They said that “waiting longer to shift to fiscal consolidation might also have allowed for less aggressive monetary expansion, with less negative side-effects”.

Their critique is devastating to Osborne: “The policy mix of fiscal consolidation coupled with monetary expansion that the IMF advocated for advanced economies since 2010 appears to be at odds with longstanding assessments of the relative effectiveness of these policies in the conditions prevailing after a financial crisis characterised by private debt overhang. In particular, efforts by the private sector to deleverage rendered credit demand less sensitive to expansionary monetary policy, irrespective of its ability to maintain low interest rates or raise asset prices. Meanwhile, a large body of analysis, including from the IMF itself, indicated that fiscal multipliers would be elevated following the crisis, pointing to the enhanced power relative to the pre-crisis environment of expansionary fiscal policy to stimulate demand.” Yup.

Many of us tried to explain that to George before he embarked on his reckless austerity path that produced the third worst recovery in 650 years, behind only the Black Death and the South Sea Bubble. The economy was growing at escape velocity when he inherited it in May 2010 but then the economy flatlined for three whole years until picking up in 2013. GDP per head remains well below its peak level at the start of 2008. Most of the growth we have seen has come from a rise in the 16+ population, which is up 2.5 million (5 per cent) since January 2008 and 1.5 million since May 2010 (3 per cent), mostly through immigration.

The number of workers born outside the UK is up by nearly 900,000 since May 2010, of which 380,000 are from the A10 Accession countries of Europe. Migrants from the A8 countries (excluding Malta and Cyprus) have employment rates of 81.5 per cent. For workers from the EU as a whole it is 79.3 per cent, compared with 73.2 per cent for those born in the UK.

In response to Ukip’s rise in the polls the Tories have been sharpening their attacks on migrants, suggesting that they will attempt to restrict free movement of people to the UK from the European Union. This was quite rightly immediately booted into touch by Chancellor Angela Merkel as inconsistent with membership of the EU.

Difficulties for the Tories over immigration were compounded further last week by the widely reported publication of a paper by Christian Dustmann and Tomasso Frattini. The authors investigated the fiscal impact of immigration on the UK economy, and found major economic benefits. They found that immigrants from the European Economic Area (EEA) have made a positive fiscal contribution, even during periods when the UK was running budget deficits, while non-EEA immigrants, not dissimilar to natives, have made a negative contribution. For immigrants that arrived since 2000, contributions have been positive throughout, and particularly so for immigrants from EEA countries. Notable is the finding of a strong positive contribution made by immigrants from countries that joined the EU in 2004. Dustmann and Frattini concluded that the recent wave of immigrants, those who have arrived in the UK since 2000, “have contributed far more in taxes than they have received in benefits”.

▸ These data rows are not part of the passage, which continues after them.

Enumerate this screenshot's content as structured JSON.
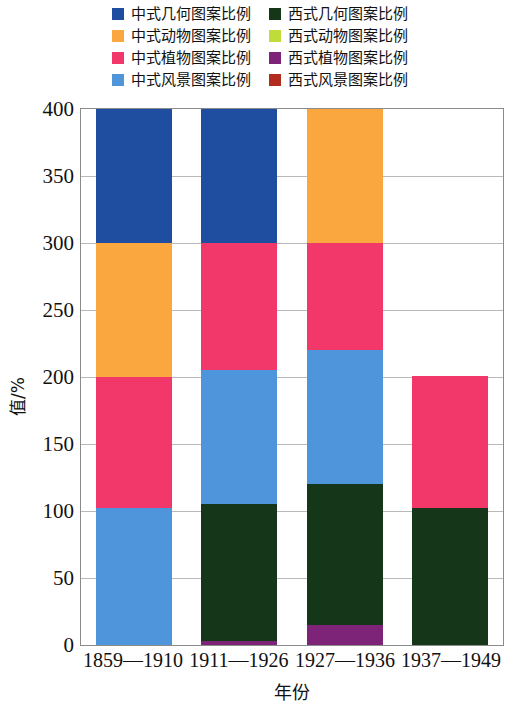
{
  "chart_data": {
    "type": "bar",
    "subtype": "stacked-vertical",
    "title": "",
    "xlabel": "年份",
    "ylabel": "值/%",
    "ylim": [
      0,
      400
    ],
    "yticks": [
      0,
      50,
      100,
      150,
      200,
      250,
      300,
      350,
      400
    ],
    "ytick_labels": [
      "0",
      "50",
      "100",
      "150",
      "200",
      "250",
      "300",
      "350",
      "400"
    ],
    "grid": true,
    "legend_position": "top",
    "categories": [
      "1859—1910",
      "1911—1926",
      "1927—1936",
      "1937—1949"
    ],
    "series": [
      {
        "name": "中式几何图案比例",
        "color": "#1F4EA1",
        "values": [
          100,
          100,
          0,
          0
        ]
      },
      {
        "name": "中式动物图案比例",
        "color": "#F9A73E",
        "values": [
          100,
          0,
          100,
          0
        ]
      },
      {
        "name": "中式植物图案比例",
        "color": "#F2386A",
        "values": [
          98,
          95,
          80,
          99
        ]
      },
      {
        "name": "中式风景图案比例",
        "color": "#4E95DB",
        "values": [
          102,
          100,
          100,
          0
        ]
      },
      {
        "name": "西式几何图案比例",
        "color": "#16361A",
        "values": [
          0,
          102,
          105,
          102
        ]
      },
      {
        "name": "西式动物图案比例",
        "color": "#BEDD3B",
        "values": [
          0,
          0,
          0,
          0
        ]
      },
      {
        "name": "西式植物图案比例",
        "color": "#7E2478",
        "values": [
          0,
          3,
          15,
          0
        ]
      },
      {
        "name": "西式风景图案比例",
        "color": "#B32B1E",
        "values": [
          0,
          0,
          0,
          0
        ]
      }
    ],
    "bar_totals": [
      400,
      400,
      400,
      201
    ],
    "stack_order_bottom_to_top": [
      "西式植物图案比例",
      "西式几何图案比例",
      "中式风景图案比例",
      "中式植物图案比例",
      "中式动物图案比例",
      "中式几何图案比例"
    ]
  },
  "legend": {
    "columns": [
      [
        {
          "label": "中式几何图案比例",
          "color": "#1F4EA1",
          "swatch": "legend-swatch-cn-geometric"
        },
        {
          "label": "中式动物图案比例",
          "color": "#F9A73E",
          "swatch": "legend-swatch-cn-animal"
        },
        {
          "label": "中式植物图案比例",
          "color": "#F2386A",
          "swatch": "legend-swatch-cn-plant"
        },
        {
          "label": "中式风景图案比例",
          "color": "#4E95DB",
          "swatch": "legend-swatch-cn-landscape"
        }
      ],
      [
        {
          "label": "西式几何图案比例",
          "color": "#16361A",
          "swatch": "legend-swatch-west-geometric"
        },
        {
          "label": "西式动物图案比例",
          "color": "#BEDD3B",
          "swatch": "legend-swatch-west-animal"
        },
        {
          "label": "西式植物图案比例",
          "color": "#7E2478",
          "swatch": "legend-swatch-west-plant"
        },
        {
          "label": "西式风景图案比例",
          "color": "#B32B1E",
          "swatch": "legend-swatch-west-landscape"
        }
      ]
    ]
  },
  "axes": {
    "y_title": "值/%",
    "x_title": "年份"
  }
}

Last week also saw further bad news for Mr Osborne on animal spirits in the UK, only seven months before the election. It now seems business and consumer confidence started to collapse around the spring of 2014 both in the UK and in the eurozone. The first chart shows the recent falls in the services and the composite of construction, manufacturing and service Purchasing Managers Indexes (PMI) for the UK. The services PMI in October fell to a 17-month low of 56.2 in September. There was also a slowdown in the rate of new business growth to a five-month low.

The second chart shows the fall in the UK Economic Sentiment Index (ESI), which the EU Commission conducts monthly. The ESI is a combination of four business confidence indices (retail, industry, construction and services) along with a consumer confidence index. I also include the service sector business confidence index. Both of these started falling in June. The ESI is also constructed in every EU country and it started falling in the spring in both the EU as a whole and the eurozone. The YouGov/CEBR Consumer Confidence Index for the UK also started falling in April. It dropped by 4.6 points in October. This is the largest month-on-month fall since July 2010 and it now stands at its lowest level since December 2013.

The weakness in the eurozone appears to be spreading rapidly to the UK. Confidence appears headed down, down, down.

Disinflation – slowing rates of price increases – also appears to be spreading and may soon become outright deflation, where prices start to fall. Oil prices, commodity prices including food prices all continue to fall. The British Retail Consortium reported that food inflation fell in October to 0.1 per cent after three consecutive months at 0.3 per cent — the lowest recorded rate since the series began in December 2006. Fresh food had its lowest deflation rate since the series began in December 2006, falling to 0.4 per cent from September’s flat rate.

The Consumer Price Index is likely to soon fall below 1 per cent, requiring the first letter from the Bank of England’s Monetary Policy Committee explaining why inflation is so far below target. Rate rise anyone?